In the new study, which was uploaded to the preprint database arXiv on Jan. 31, Brown, Batygin and Matthew Holman, an astrophysicist at Harvard University, used data collected by the Panoramic Survey Telescope and Rapid Response System (Pan-STARRS) observatory in Hawaii to search for Planet Nine along and around its suspected orbital pathway.

The trio analyzed 78% of the region where Planet Nine is likely to be; the rest of this space currently lies too far away for Pan-STARRS to see it clearly. Yet Planet Nine was nowhere to be seen. (These findings have not yet been peer-reviewed.)

"We have ruled out most of the places where the planet could be," Brown told Live Science. "Now we have to do the much harder job of searching the area that is further away." 

Related: 10 out-of-this-world solar system discoveries made in 2023

Compared to the known planets, Planet Nine's orbit is much more elliptical, or stretched out, and is not on the same plane around the sun. (Image credit: Getty Images)

Using the Pan-STARRS data, the team scoured Planet Nine's orbital pathway at monthly intervals. The goal was to detect bright objects that moved positions every month. 

This may sound straightforward, "but there are many things in the sky that change month after month," such as asteroids and comets, Brown said. "As a result, it's like playing a game of connecting the dots in a very computationally intensive way."

To ensure they didn't miss Planet Nine, the team added more than 50,000 fake Planet Nines to the data. They "spotted" 99.9% of these decoy planets, meaning the chances of the team having missed Planet Nine in the search region are "really small," Brown said. As a result, the team thinks Planet Nine is somewhere in the most distant 22% of its proposed orbital pathway. 

Brown and Batygin are currently working on the "next level" of the survey by using data from the Subaru Telescope, also in Hawaii.
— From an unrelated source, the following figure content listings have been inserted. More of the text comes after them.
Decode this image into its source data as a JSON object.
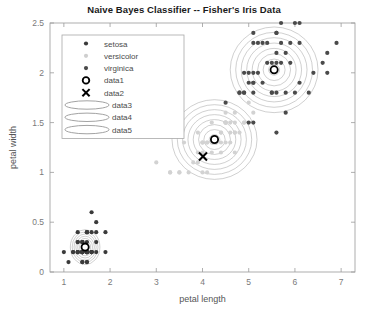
{
  "chart_data": {
    "type": "scatter",
    "title": "Naive Bayes Classifier -- Fisher's Iris Data",
    "xlabel": "petal length",
    "ylabel": "petal width",
    "xlim": [
      0.7,
      7.3
    ],
    "ylim": [
      0,
      2.5
    ],
    "xticks": [
      1,
      2,
      3,
      4,
      5,
      6,
      7
    ],
    "xticklabels": [
      "1",
      "2",
      "3",
      "4",
      "5",
      "6",
      "7"
    ],
    "yticks": [
      0,
      0.5,
      1,
      1.5,
      2,
      2.5
    ],
    "yticklabels": [
      "0",
      "0.5",
      "1",
      "1.5",
      "2",
      "2.5"
    ],
    "grid": false,
    "legend_position": "upper left",
    "legend": [
      {
        "label": "setosa",
        "marker": "filled-circle",
        "color": "#3a3a3a"
      },
      {
        "label": "versicolor",
        "marker": "filled-circle",
        "color": "#cfcfcf"
      },
      {
        "label": "virginica",
        "marker": "filled-circle",
        "color": "#4a4a4a"
      },
      {
        "label": "data1",
        "marker": "open-circle",
        "color": "#000000"
      },
      {
        "label": "data2",
        "marker": "cross-x",
        "color": "#000000"
      },
      {
        "label": "data3",
        "marker": "ellipse",
        "color": "#8a8a8a"
      },
      {
        "label": "data4",
        "marker": "ellipse",
        "color": "#8a8a8a"
      },
      {
        "label": "data5",
        "marker": "ellipse",
        "color": "#8a8a8a"
      }
    ],
    "series": [
      {
        "name": "setosa",
        "color": "#3a3a3a",
        "points": [
          [
            1.4,
            0.2
          ],
          [
            1.4,
            0.2
          ],
          [
            1.3,
            0.2
          ],
          [
            1.5,
            0.2
          ],
          [
            1.4,
            0.2
          ],
          [
            1.7,
            0.4
          ],
          [
            1.4,
            0.3
          ],
          [
            1.5,
            0.2
          ],
          [
            1.4,
            0.2
          ],
          [
            1.5,
            0.1
          ],
          [
            1.5,
            0.2
          ],
          [
            1.6,
            0.2
          ],
          [
            1.4,
            0.1
          ],
          [
            1.1,
            0.1
          ],
          [
            1.2,
            0.2
          ],
          [
            1.5,
            0.4
          ],
          [
            1.3,
            0.4
          ],
          [
            1.4,
            0.3
          ],
          [
            1.7,
            0.3
          ],
          [
            1.5,
            0.3
          ],
          [
            1.7,
            0.2
          ],
          [
            1.5,
            0.4
          ],
          [
            1.0,
            0.2
          ],
          [
            1.7,
            0.5
          ],
          [
            1.9,
            0.2
          ],
          [
            1.6,
            0.2
          ],
          [
            1.6,
            0.4
          ],
          [
            1.5,
            0.2
          ],
          [
            1.4,
            0.2
          ],
          [
            1.6,
            0.2
          ],
          [
            1.6,
            0.2
          ],
          [
            1.5,
            0.4
          ],
          [
            1.5,
            0.1
          ],
          [
            1.4,
            0.2
          ],
          [
            1.5,
            0.2
          ],
          [
            1.2,
            0.2
          ],
          [
            1.3,
            0.2
          ],
          [
            1.4,
            0.1
          ],
          [
            1.3,
            0.2
          ],
          [
            1.5,
            0.2
          ],
          [
            1.3,
            0.3
          ],
          [
            1.3,
            0.3
          ],
          [
            1.3,
            0.2
          ],
          [
            1.6,
            0.6
          ],
          [
            1.9,
            0.4
          ],
          [
            1.4,
            0.3
          ],
          [
            1.6,
            0.2
          ],
          [
            1.4,
            0.2
          ],
          [
            1.5,
            0.2
          ],
          [
            1.4,
            0.2
          ]
        ]
      },
      {
        "name": "versicolor",
        "color": "#d2d2d2",
        "points": [
          [
            4.7,
            1.4
          ],
          [
            4.5,
            1.5
          ],
          [
            4.9,
            1.5
          ],
          [
            4.0,
            1.3
          ],
          [
            4.6,
            1.5
          ],
          [
            4.5,
            1.3
          ],
          [
            4.7,
            1.6
          ],
          [
            3.3,
            1.0
          ],
          [
            4.6,
            1.3
          ],
          [
            3.9,
            1.4
          ],
          [
            3.5,
            1.0
          ],
          [
            4.2,
            1.5
          ],
          [
            4.0,
            1.0
          ],
          [
            4.7,
            1.4
          ],
          [
            3.6,
            1.3
          ],
          [
            4.4,
            1.4
          ],
          [
            4.5,
            1.5
          ],
          [
            4.1,
            1.0
          ],
          [
            4.5,
            1.5
          ],
          [
            3.9,
            1.1
          ],
          [
            4.8,
            1.8
          ],
          [
            4.0,
            1.3
          ],
          [
            4.9,
            1.5
          ],
          [
            4.7,
            1.2
          ],
          [
            4.3,
            1.3
          ],
          [
            4.4,
            1.4
          ],
          [
            4.8,
            1.4
          ],
          [
            5.0,
            1.7
          ],
          [
            4.5,
            1.5
          ],
          [
            3.5,
            1.0
          ],
          [
            3.8,
            1.1
          ],
          [
            3.7,
            1.0
          ],
          [
            3.9,
            1.2
          ],
          [
            5.1,
            1.6
          ],
          [
            4.5,
            1.5
          ],
          [
            4.5,
            1.6
          ],
          [
            4.7,
            1.5
          ],
          [
            4.4,
            1.3
          ],
          [
            4.1,
            1.3
          ],
          [
            4.0,
            1.3
          ],
          [
            4.4,
            1.2
          ],
          [
            4.6,
            1.4
          ],
          [
            4.0,
            1.2
          ],
          [
            3.3,
            1.0
          ],
          [
            4.2,
            1.3
          ],
          [
            4.2,
            1.2
          ],
          [
            4.2,
            1.3
          ],
          [
            4.3,
            1.3
          ],
          [
            3.0,
            1.1
          ],
          [
            4.1,
            1.3
          ]
        ]
      },
      {
        "name": "virginica",
        "color": "#4a4a4a",
        "points": [
          [
            6.0,
            2.5
          ],
          [
            5.1,
            1.9
          ],
          [
            5.9,
            2.1
          ],
          [
            5.6,
            1.8
          ],
          [
            5.8,
            2.2
          ],
          [
            6.6,
            2.1
          ],
          [
            4.5,
            1.7
          ],
          [
            6.3,
            1.8
          ],
          [
            5.8,
            1.8
          ],
          [
            6.1,
            2.5
          ],
          [
            5.1,
            2.0
          ],
          [
            5.3,
            1.9
          ],
          [
            5.5,
            2.1
          ],
          [
            5.0,
            2.0
          ],
          [
            5.1,
            2.4
          ],
          [
            5.3,
            2.3
          ],
          [
            5.5,
            1.8
          ],
          [
            6.7,
            2.2
          ],
          [
            6.9,
            2.3
          ],
          [
            5.0,
            1.5
          ],
          [
            5.7,
            2.3
          ],
          [
            4.9,
            2.0
          ],
          [
            6.7,
            2.0
          ],
          [
            4.9,
            1.8
          ],
          [
            5.7,
            2.1
          ],
          [
            6.0,
            1.8
          ],
          [
            4.8,
            1.8
          ],
          [
            4.9,
            1.8
          ],
          [
            5.6,
            2.1
          ],
          [
            5.8,
            1.6
          ],
          [
            6.1,
            1.9
          ],
          [
            6.4,
            2.0
          ],
          [
            5.6,
            2.2
          ],
          [
            5.1,
            1.5
          ],
          [
            5.6,
            1.4
          ],
          [
            6.1,
            2.3
          ],
          [
            5.6,
            2.4
          ],
          [
            5.5,
            1.8
          ],
          [
            4.8,
            1.8
          ],
          [
            5.4,
            2.1
          ],
          [
            5.6,
            2.4
          ],
          [
            5.1,
            2.3
          ],
          [
            5.1,
            1.9
          ],
          [
            5.9,
            2.3
          ],
          [
            5.7,
            2.5
          ],
          [
            5.2,
            2.3
          ],
          [
            5.0,
            1.9
          ],
          [
            5.2,
            2.0
          ],
          [
            5.4,
            2.3
          ],
          [
            5.1,
            1.8
          ]
        ]
      }
    ],
    "class_centers": [
      {
        "name": "setosa",
        "marker": "open-circle",
        "x": 1.46,
        "y": 0.25
      },
      {
        "name": "versicolor",
        "marker": "open-circle",
        "x": 4.26,
        "y": 1.33
      },
      {
        "name": "virginica",
        "marker": "open-circle",
        "x": 5.55,
        "y": 2.03
      }
    ],
    "x_marker": {
      "label": "data2",
      "x": 4.01,
      "y": 1.16
    },
    "contours": {
      "description": "concentric gaussian density ellipses per class",
      "color": "#9a9a9a",
      "levels": 8,
      "groups": [
        {
          "center": [
            1.46,
            0.25
          ],
          "rx": 0.32,
          "ry": 0.175,
          "levels": 8
        },
        {
          "center": [
            4.26,
            1.33
          ],
          "rx": 0.92,
          "ry": 0.4,
          "levels": 8
        },
        {
          "center": [
            5.55,
            2.03
          ],
          "rx": 0.95,
          "ry": 0.43,
          "levels": 8
        }
      ]
    }
  }
}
This data should also be able to help them sort through most of the space that they have been unable to reach, as well as increase their certainty that Planet Nine isn't in the space already surveyed. 

If that fails, the upcoming Vera C. Rubin Observatory, which is due to switch on in 2025, could help find the planet. 

"Within a year of that telescope operating, I think we'll find it," Brown said.